The Separation between State and Religion

In time we will realize that Democracy is the entitlement of individuals to every right that was in its times alloted to kings. The right to speak and decide, to be treated with decency, to serve and be served by people in a State of “love” that is, to serve with one’s work for the development of ‘life’. To belong to the Kingdom of Human Beings without racial, national, social or academic separations. To love and be loved. To die at the service of the whole and be honored in one’s death, for one’s life and work was legitimately valued. To be graceful and grateful. To have the pride and the humility of being One with the Universe, One with every realm of Existence, One with every living and deceased soul. To treat with dignity and be treated with dignity for One is dignified together with All others and Life itself. To walk the path of compassion, not in the sorrow of guilt but in the pride of being. To take responsability for one’s mistakes and sufferings and stand up again and again like a hero and a heroine and face the struggle that is put at one’s feet and in one’s hands. Millions of people, millions and millions of people might take many generations to realize the consciousness of our humaneness but there is no other dignified path for the human being.

The “work” as I conceive it is psychological and political. Psychology is the connection between the different dimensions within one’s self and Politics is the actualization of that consciousness in our practical lives. Religion is the ceremony that binds the connectedness between the individual and the Universe. The separation between religion, politics and science, the arts and sports is, in the sphere of the social, the reflection of the schizophrenia within the individual and the masses. The dialogue between individuality and the "human" belongs to consciousness. The tendency to develop cults resides in the shortcomings we’are finding in life as it is structured today. “Life” has become the private property of a few priviledged who cannot profit from it because as soon as it is appropriated it stops to be “life” or “life-giving”.

We are all the victims of our own invention and each one is called upon to find solutions. The only problem is believing our selves incapable of finding them. We are now free to use all Systems of knowledge objectively, sharing them without imposing our will on each other. To become objective about our lives means to understand that the institutions that govern its experience are critically important. That we are one with the governments, one with the religious activities that mark its pace, that the arena’s in which we move our bodies and the laboratories in which we explore our possibilities are ALL part and parcel of our own personal responsibility. That WE ARE ONE WITH EACH OTHER AND EVERYTHING AROUND US and acknowledge for ourselves a bond of love in conscious responsibility. That we human beings know ourselves part of each other and are willing and able to act on our behalf for the benefit of each and every individual. That we no longer allow governments, industries, universities or any other institution to run along unchecked by the objective principles of humaneness. That we do not allow gurus to abuse their power or governors to steal the taxes and use them to their personal advantage in detriment of the whole. That we do not allow abuse from anyone anywhere because life is too beautiful to do so and that we are willing to stop the rampant crime with the necessary compassion Conscious knowledge is every individual's right. Conscious action is every individual's duty.

Saturday 21 July 2012

Sex in the cult


88. Golden Veil - July 17, 2012
While looking at the above mentioned link to Robert Earl Burton and “The Fellowship of Friends” An Unauthorized Blogography of “The Teacher” and His Cult, I found a reference to a post from this blog, one I hadn’t seen before, that includes an excerpt from an 88 page MS by a former housemaid of REB. The man she calls “Tristan” eventually committed suicide.***
From the Fellowship of Friends Discussion Blog,
Part 80, Post 126 by Ames Gilbert:
I have an unpublished manuscript by a former follower in my hands. The author worked as a maid in Burton’s house for four years before it was converted to the Galleria. She and a helper were given one hour a day, while Burton had lunch, to clean the entire house and its contents. The man she calls ‘Tristan’ was Brian Sisler (see # 16-438 and other references).
“But certain things about the Teacher’s house troubled me. He sometimes kept a syringe in the refrigerator, and there were many bottles of Darvon and Valium (which seemed to be stashed all around the house). Also I saw the empty tubes of lubricating jelly that showed up in his bathroom waste basket with an incredible regularity. I felt like a worm crawling through the most sordid details of his life. It would have been easier if I hadn’t also done his laundry, as well as the laundry of the men living with him, and therefore knew they had the terrible underwear, and he did not.
During my later years in the School, I was good friends with Tristan. He was the only student who always seemed to understand what I was talking about. He and I went through the same inner struggles, or so it seemed. When I feel like I can’t face these memories for another second I remember how pale and agonized he looked when I found him (time after time) on the floor of the back room at the Teacher’s house. How the Teacher managed to hurt Tristan so much I do not know. I tried not to think about it, but I couldn’t avoid it. I wanted my beautiful Teacher to remain just that in my mind, beautiful. But his image collapsed around me. The more I saw the worse it got. I now assumed he was homosexual, but I cannot state this as a fact because I was never a direct witness. There were times when I found as many as five men at the Teacher’s house, all claiming to be unable to go to work. What ever it was, it was a bad situation, full of anger and pain.”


# Exercise goal
Within the records below, filter for lines carrying the word "this" and copy them.

Top of Information shown

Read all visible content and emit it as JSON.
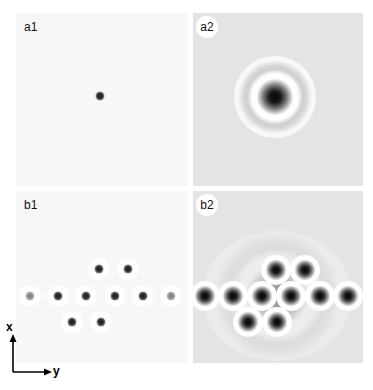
{
  "figure": {
    "panels": [
      {
        "id": "a1",
        "label": "a1",
        "kind": "simulation",
        "background": "#f7f7f7",
        "dots": [
          {
            "x": 84,
            "y": 83,
            "faint": false
          }
        ]
      },
      {
        "id": "a2",
        "label": "a2",
        "kind": "experiment",
        "background": "#e4e4e4",
        "dots": [
          {
            "x": 82,
            "y": 84
          }
        ]
      },
      {
        "id": "b1",
        "label": "b1",
        "kind": "simulation",
        "background": "#f7f7f7",
        "dots": [
          {
            "x": 83,
            "y": 78,
            "faint": false
          },
          {
            "x": 112,
            "y": 78,
            "faint": false
          },
          {
            "x": 14,
            "y": 105,
            "faint": true
          },
          {
            "x": 42,
            "y": 105,
            "faint": false
          },
          {
            "x": 70,
            "y": 105,
            "faint": false
          },
          {
            "x": 99,
            "y": 105,
            "faint": false
          },
          {
            "x": 127,
            "y": 105,
            "faint": false
          },
          {
            "x": 155,
            "y": 105,
            "faint": true
          },
          {
            "x": 56,
            "y": 131,
            "faint": false
          },
          {
            "x": 85,
            "y": 131,
            "faint": false
          }
        ]
      },
      {
        "id": "b2",
        "label": "b2",
        "kind": "experiment",
        "background": "#e4e4e4",
        "dots": [
          {
            "x": 83,
            "y": 79
          },
          {
            "x": 112,
            "y": 79
          },
          {
            "x": 12,
            "y": 105
          },
          {
            "x": 40,
            "y": 105
          },
          {
            "x": 69,
            "y": 105
          },
          {
            "x": 98,
            "y": 105
          },
          {
            "x": 127,
            "y": 105
          },
          {
            "x": 155,
            "y": 105
          },
          {
            "x": 55,
            "y": 131
          },
          {
            "x": 84,
            "y": 131
          }
        ]
      }
    ],
    "axes": {
      "vertical_label": "x",
      "horizontal_label": "y"
    }
  }
}
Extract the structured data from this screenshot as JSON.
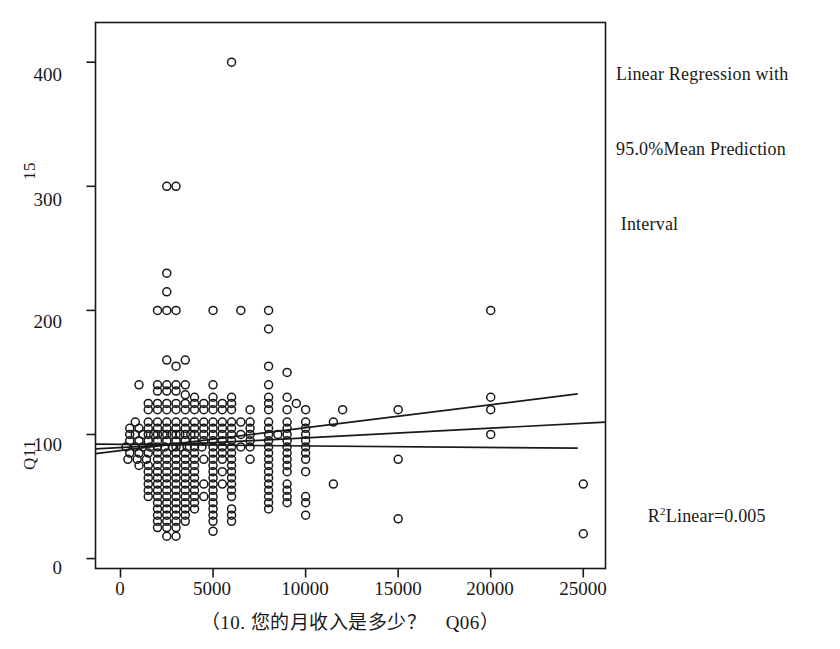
{
  "figure": {
    "kind": "scatterplot-with-regression",
    "background_color": "#ffffff",
    "ink_color": "#191919"
  },
  "annotations": {
    "legend_line_1": "Linear Regression with",
    "legend_line_2": "95.0%Mean Prediction",
    "legend_line_3": " Interval",
    "r2_prefix": "R",
    "r2_superscript": "2",
    "r2_text": "Linear=0.005",
    "bottom_caption": " "
  },
  "axes": {
    "y_axis_label_upper": "15",
    "y_axis_label_lower": "Q11",
    "x_axis_title": "（10. 您的月收入是多少？　Q06）",
    "x_ticks": [
      "0",
      "5000",
      "10000",
      "15000",
      "20000",
      "25000"
    ],
    "y_ticks": [
      "0",
      "100",
      "200",
      "300",
      "400"
    ]
  },
  "chart_data": {
    "type": "scatter",
    "title": "",
    "xlabel": "（10. 您的月收入是多少？　Q06）",
    "ylabel": "Q11",
    "xlim": [
      -1350,
      26200
    ],
    "ylim": [
      -8,
      432
    ],
    "xticks": [
      0,
      5000,
      10000,
      15000,
      20000,
      25000
    ],
    "yticks": [
      0,
      100,
      200,
      300,
      400
    ],
    "grid": false,
    "legend": {
      "position": "outside-top-right",
      "text": "Linear Regression with 95.0%Mean Prediction Interval"
    },
    "fit": {
      "r_squared": 0.005,
      "label": "R²Linear=0.005",
      "line_type": "linear-regression",
      "intercept": 89.5,
      "slope": 0.00078,
      "ci_upper_intercept": 87.0,
      "ci_upper_slope": 0.00185,
      "ci_lower_intercept": 92.0,
      "ci_lower_slope": -0.00012,
      "ci_level": 95.0,
      "ci_kind": "mean prediction interval",
      "center_line_x_range": [
        -1350,
        26200
      ],
      "ci_line_x_range": [
        -1350,
        24700
      ]
    },
    "marker": {
      "style": "open-circle",
      "diameter_px": 8,
      "edge_color": "#191919",
      "fill": "none"
    },
    "points": [
      [
        6000,
        400
      ],
      [
        2500,
        300
      ],
      [
        3000,
        300
      ],
      [
        2500,
        230
      ],
      [
        2500,
        215
      ],
      [
        2000,
        200
      ],
      [
        2500,
        200
      ],
      [
        3000,
        200
      ],
      [
        5000,
        200
      ],
      [
        6500,
        200
      ],
      [
        8000,
        200
      ],
      [
        8000,
        185
      ],
      [
        20000,
        200
      ],
      [
        2500,
        160
      ],
      [
        3500,
        160
      ],
      [
        3000,
        155
      ],
      [
        8000,
        155
      ],
      [
        9000,
        150
      ],
      [
        1000,
        140
      ],
      [
        2000,
        140
      ],
      [
        2500,
        140
      ],
      [
        3000,
        140
      ],
      [
        3500,
        140
      ],
      [
        5000,
        140
      ],
      [
        8000,
        140
      ],
      [
        2000,
        135
      ],
      [
        2500,
        135
      ],
      [
        3000,
        135
      ],
      [
        3500,
        132
      ],
      [
        4000,
        130
      ],
      [
        5000,
        130
      ],
      [
        6000,
        130
      ],
      [
        8000,
        130
      ],
      [
        9000,
        130
      ],
      [
        20000,
        130
      ],
      [
        1500,
        125
      ],
      [
        2000,
        125
      ],
      [
        2500,
        125
      ],
      [
        3000,
        125
      ],
      [
        3500,
        125
      ],
      [
        4000,
        125
      ],
      [
        4500,
        125
      ],
      [
        5000,
        125
      ],
      [
        5500,
        125
      ],
      [
        6000,
        125
      ],
      [
        8000,
        125
      ],
      [
        9500,
        125
      ],
      [
        12000,
        120
      ],
      [
        15000,
        120
      ],
      [
        20000,
        120
      ],
      [
        1500,
        120
      ],
      [
        2000,
        120
      ],
      [
        2500,
        120
      ],
      [
        3000,
        120
      ],
      [
        3500,
        120
      ],
      [
        4000,
        120
      ],
      [
        4500,
        120
      ],
      [
        5000,
        120
      ],
      [
        5500,
        120
      ],
      [
        6000,
        120
      ],
      [
        7000,
        120
      ],
      [
        8000,
        120
      ],
      [
        9000,
        120
      ],
      [
        10000,
        120
      ],
      [
        800,
        110
      ],
      [
        1500,
        110
      ],
      [
        2000,
        110
      ],
      [
        2500,
        110
      ],
      [
        3000,
        110
      ],
      [
        3500,
        110
      ],
      [
        4000,
        110
      ],
      [
        4500,
        110
      ],
      [
        5000,
        110
      ],
      [
        5500,
        110
      ],
      [
        6000,
        110
      ],
      [
        6500,
        110
      ],
      [
        7000,
        110
      ],
      [
        8000,
        110
      ],
      [
        9000,
        110
      ],
      [
        10000,
        110
      ],
      [
        11500,
        110
      ],
      [
        500,
        105
      ],
      [
        1000,
        105
      ],
      [
        1500,
        105
      ],
      [
        2000,
        105
      ],
      [
        2500,
        105
      ],
      [
        3000,
        105
      ],
      [
        3500,
        105
      ],
      [
        4000,
        105
      ],
      [
        4500,
        105
      ],
      [
        5000,
        105
      ],
      [
        5500,
        105
      ],
      [
        6000,
        105
      ],
      [
        7000,
        105
      ],
      [
        8000,
        105
      ],
      [
        9000,
        105
      ],
      [
        10000,
        105
      ],
      [
        500,
        100
      ],
      [
        800,
        100
      ],
      [
        1200,
        100
      ],
      [
        1500,
        100
      ],
      [
        1800,
        100
      ],
      [
        2000,
        100
      ],
      [
        2300,
        100
      ],
      [
        2500,
        100
      ],
      [
        2800,
        100
      ],
      [
        3000,
        100
      ],
      [
        3200,
        100
      ],
      [
        3500,
        100
      ],
      [
        3800,
        100
      ],
      [
        4000,
        100
      ],
      [
        4500,
        100
      ],
      [
        5000,
        100
      ],
      [
        5500,
        100
      ],
      [
        6000,
        100
      ],
      [
        6500,
        100
      ],
      [
        7000,
        100
      ],
      [
        8000,
        100
      ],
      [
        8500,
        100
      ],
      [
        9000,
        100
      ],
      [
        10000,
        100
      ],
      [
        20000,
        100
      ],
      [
        500,
        95
      ],
      [
        1000,
        95
      ],
      [
        1500,
        95
      ],
      [
        2000,
        95
      ],
      [
        2500,
        95
      ],
      [
        3000,
        95
      ],
      [
        3500,
        95
      ],
      [
        4000,
        95
      ],
      [
        4500,
        95
      ],
      [
        5000,
        95
      ],
      [
        5500,
        95
      ],
      [
        6000,
        95
      ],
      [
        7000,
        95
      ],
      [
        8000,
        95
      ],
      [
        9000,
        95
      ],
      [
        10000,
        95
      ],
      [
        300,
        90
      ],
      [
        800,
        90
      ],
      [
        1200,
        90
      ],
      [
        1600,
        90
      ],
      [
        2000,
        90
      ],
      [
        2400,
        90
      ],
      [
        2800,
        90
      ],
      [
        3000,
        90
      ],
      [
        3300,
        90
      ],
      [
        3600,
        90
      ],
      [
        4000,
        90
      ],
      [
        4400,
        90
      ],
      [
        5000,
        90
      ],
      [
        5500,
        90
      ],
      [
        6000,
        90
      ],
      [
        6500,
        90
      ],
      [
        7000,
        90
      ],
      [
        8000,
        90
      ],
      [
        9000,
        90
      ],
      [
        10000,
        90
      ],
      [
        500,
        85
      ],
      [
        1000,
        85
      ],
      [
        1500,
        85
      ],
      [
        2000,
        85
      ],
      [
        2500,
        85
      ],
      [
        3000,
        85
      ],
      [
        3500,
        85
      ],
      [
        4000,
        85
      ],
      [
        5000,
        85
      ],
      [
        5500,
        85
      ],
      [
        6000,
        85
      ],
      [
        8000,
        85
      ],
      [
        9000,
        85
      ],
      [
        10000,
        85
      ],
      [
        15000,
        80
      ],
      [
        400,
        80
      ],
      [
        900,
        80
      ],
      [
        1400,
        80
      ],
      [
        2000,
        80
      ],
      [
        2500,
        80
      ],
      [
        3000,
        80
      ],
      [
        3500,
        80
      ],
      [
        4000,
        80
      ],
      [
        4500,
        80
      ],
      [
        5000,
        80
      ],
      [
        5500,
        80
      ],
      [
        6000,
        80
      ],
      [
        7000,
        80
      ],
      [
        8000,
        80
      ],
      [
        9000,
        80
      ],
      [
        10000,
        80
      ],
      [
        1000,
        75
      ],
      [
        1500,
        75
      ],
      [
        2000,
        75
      ],
      [
        2500,
        75
      ],
      [
        3000,
        75
      ],
      [
        3500,
        75
      ],
      [
        4000,
        75
      ],
      [
        5000,
        75
      ],
      [
        6000,
        75
      ],
      [
        8000,
        75
      ],
      [
        9000,
        75
      ],
      [
        1500,
        70
      ],
      [
        2000,
        70
      ],
      [
        2500,
        70
      ],
      [
        3000,
        70
      ],
      [
        3500,
        70
      ],
      [
        4000,
        70
      ],
      [
        5000,
        70
      ],
      [
        5500,
        70
      ],
      [
        6000,
        70
      ],
      [
        8000,
        70
      ],
      [
        9000,
        70
      ],
      [
        10000,
        70
      ],
      [
        1500,
        65
      ],
      [
        2000,
        65
      ],
      [
        2500,
        65
      ],
      [
        3000,
        65
      ],
      [
        3500,
        65
      ],
      [
        4000,
        65
      ],
      [
        5000,
        65
      ],
      [
        6000,
        65
      ],
      [
        8000,
        65
      ],
      [
        25000,
        60
      ],
      [
        1500,
        60
      ],
      [
        2000,
        60
      ],
      [
        2500,
        60
      ],
      [
        3000,
        60
      ],
      [
        3500,
        60
      ],
      [
        4000,
        60
      ],
      [
        4500,
        60
      ],
      [
        5000,
        60
      ],
      [
        5500,
        60
      ],
      [
        6000,
        60
      ],
      [
        8000,
        60
      ],
      [
        9000,
        60
      ],
      [
        11500,
        60
      ],
      [
        1500,
        55
      ],
      [
        2000,
        55
      ],
      [
        2500,
        55
      ],
      [
        3000,
        55
      ],
      [
        3500,
        55
      ],
      [
        4000,
        55
      ],
      [
        5000,
        55
      ],
      [
        6000,
        55
      ],
      [
        8000,
        55
      ],
      [
        9000,
        55
      ],
      [
        1500,
        50
      ],
      [
        2000,
        50
      ],
      [
        2500,
        50
      ],
      [
        3000,
        50
      ],
      [
        3500,
        50
      ],
      [
        4000,
        50
      ],
      [
        4500,
        50
      ],
      [
        5000,
        50
      ],
      [
        6000,
        50
      ],
      [
        8000,
        50
      ],
      [
        9000,
        50
      ],
      [
        10000,
        50
      ],
      [
        2000,
        45
      ],
      [
        2500,
        45
      ],
      [
        3000,
        45
      ],
      [
        3500,
        45
      ],
      [
        4000,
        45
      ],
      [
        5000,
        45
      ],
      [
        8000,
        45
      ],
      [
        9000,
        45
      ],
      [
        10000,
        45
      ],
      [
        15000,
        32
      ],
      [
        2000,
        40
      ],
      [
        2500,
        40
      ],
      [
        3000,
        40
      ],
      [
        3500,
        40
      ],
      [
        4000,
        40
      ],
      [
        5000,
        40
      ],
      [
        6000,
        40
      ],
      [
        8000,
        40
      ],
      [
        2000,
        35
      ],
      [
        2500,
        35
      ],
      [
        3000,
        35
      ],
      [
        3500,
        35
      ],
      [
        5000,
        35
      ],
      [
        6000,
        35
      ],
      [
        10000,
        35
      ],
      [
        2000,
        30
      ],
      [
        2500,
        30
      ],
      [
        3000,
        30
      ],
      [
        3500,
        30
      ],
      [
        5000,
        30
      ],
      [
        6000,
        30
      ],
      [
        2000,
        25
      ],
      [
        2500,
        25
      ],
      [
        3000,
        25
      ],
      [
        5000,
        22
      ],
      [
        25000,
        20
      ],
      [
        2500,
        18
      ],
      [
        3000,
        18
      ]
    ]
  }
}
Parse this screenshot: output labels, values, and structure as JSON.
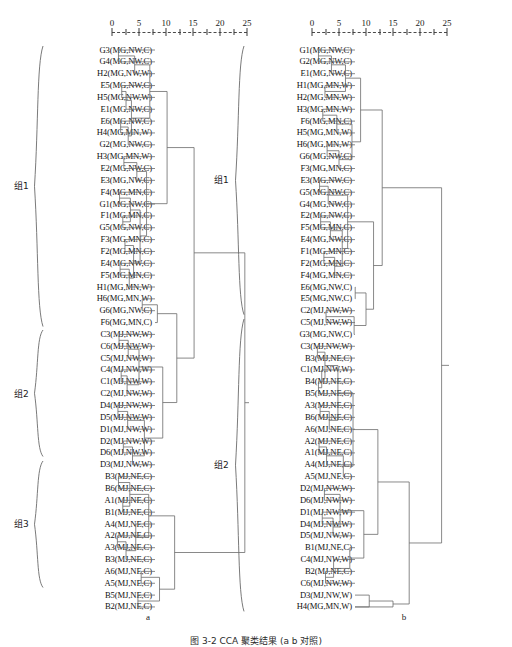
{
  "figure": {
    "caption": "图 3-2   CCA 聚类结果 (a      b    对照)",
    "panels": [
      {
        "id": "a",
        "sub_caption": "a",
        "axis": {
          "ticks": [
            0,
            5,
            10,
            15,
            20,
            25
          ],
          "tick_labels": [
            "0",
            "5",
            "10",
            "15",
            "20",
            "25"
          ]
        },
        "groups": [
          {
            "name": "组1",
            "first_leaf": 0,
            "last_leaf": 23
          },
          {
            "name": "组2",
            "first_leaf": 24,
            "last_leaf": 34
          },
          {
            "name": "组3",
            "first_leaf": 35,
            "last_leaf": 45
          }
        ],
        "leaves": [
          "G3(MG,NW,C)",
          "G4(MG,NW,C)",
          "H2(MG,NW,W)",
          "E5(MG,NW,C)",
          "H5(MG,NW,W)",
          "E1(MG,NW,C)",
          "E6(MG,NW,C)",
          "H4(MG,MN,W)",
          "G2(MG,NW,C)",
          "H3(MG,MN,W)",
          "E2(MG,NW,C)",
          "E3(MG,NW,C)",
          "F4(MG,MN,C)",
          "G1(MG,NW,C)",
          "F1(MG,MN,C)",
          "G5(MG,NW,C)",
          "F3(MG,MN,C)",
          "F2(MG,MN,C)",
          "E4(MG,NW,C)",
          "F5(MG,MN,C)",
          "H1(MG,MN,W)",
          "H6(MG,MN,W)",
          "G6(MG,NW,C)",
          "F6(MG,MN,C)",
          "C3(MJ,NW,W)",
          "C6(MJ,NW,W)",
          "C5(MJ,NW,W)",
          "C4(MJ,NW,W)",
          "C1(MJ,NW,W)",
          "C2(MJ,NW,W)",
          "D4(MJ,NW,W)",
          "D5(MJ,NW,W)",
          "D1(MJ,NW,W)",
          "D2(MJ,NW,W)",
          "D6(MJ,NW,W)",
          "D3(MJ,NW,W)",
          "B3(MJ,NE,C)",
          "B6(MJ,NE,C)",
          "A1(MJ,NE,C)",
          "B1(MJ,NE,C)",
          "A4(MJ,NE,C)",
          "A2(MJ,NE,C)",
          "A3(MJ,NE,C)",
          "B3(MJ,NE,C)",
          "A6(MJ,NE,C)",
          "A5(MJ,NE,C)",
          "B5(MJ,NE,C)",
          "B2(MJ,NE,C)"
        ]
      },
      {
        "id": "b",
        "sub_caption": "b",
        "axis": {
          "ticks": [
            0,
            5,
            10,
            15,
            20,
            25
          ],
          "tick_labels": [
            "0",
            "5",
            "10",
            "15",
            "20",
            "25"
          ]
        },
        "groups": [
          {
            "name": "组1",
            "first_leaf": 0,
            "last_leaf": 22
          },
          {
            "name": "组2",
            "first_leaf": 23,
            "last_leaf": 47
          }
        ],
        "leaves": [
          "G1(MG,NW,C)",
          "G2(MG,NW,C)",
          "E1(MG,NW,C)",
          "H1(MG,MN,W)",
          "H2(MG,MN,W)",
          "H3(MG,MN,W)",
          "F6(MG,MN,C)",
          "H5(MG,MN,W)",
          "H6(MG,MN,W)",
          "G6(MG,NW,C)",
          "F3(MG,MN,C)",
          "E3(MG,NW,C)",
          "G5(MG,NW,C)",
          "G4(MG,NW,C)",
          "E2(MG,NW,C)",
          "F5(MG,MN,C)",
          "E4(MG,NW,C)",
          "F1(MG,MN,C)",
          "F2(MG,MN,C)",
          "F4(MG,MN,C)",
          "E6(MG,NW,C)",
          "E5(MG,NW,C)",
          "C2(MJ,NW,W)",
          "C5(MJ,NW,W)",
          "G3(MG,NW,C)",
          "C3(MJ,NW,W)",
          "B3(MJ,NE,C)",
          "C1(MJ,NW,W)",
          "B4(MJ,NE,C)",
          "B5(MJ,NE,C)",
          "A3(MJ,NE,C)",
          "B6(MJ,NE,C)",
          "A6(MJ,NE,C)",
          "A2(MJ,NE,C)",
          "A1(MJ,NE,C)",
          "A4(MJ,NE,C)",
          "A5(MJ,NE,C)",
          "D2(MJ,NW,W)",
          "D6(MJ,NW,W)",
          "D1(MJ,NW,W)",
          "D4(MJ,NW,W)",
          "D5(MJ,NW,W)",
          "B1(MJ,NE,C)",
          "C4(MJ,NW,W)",
          "B2(MJ,NE,C)",
          "C6(MJ,NW,W)",
          "D3(MJ,NW,W)",
          "H4(MG,MN,W)"
        ]
      }
    ]
  }
}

Bottom of Information shown

# Response
Extract the structured data from this screenshot as JSON.
Parse this screenshot: output labels, values, and structure as JSON.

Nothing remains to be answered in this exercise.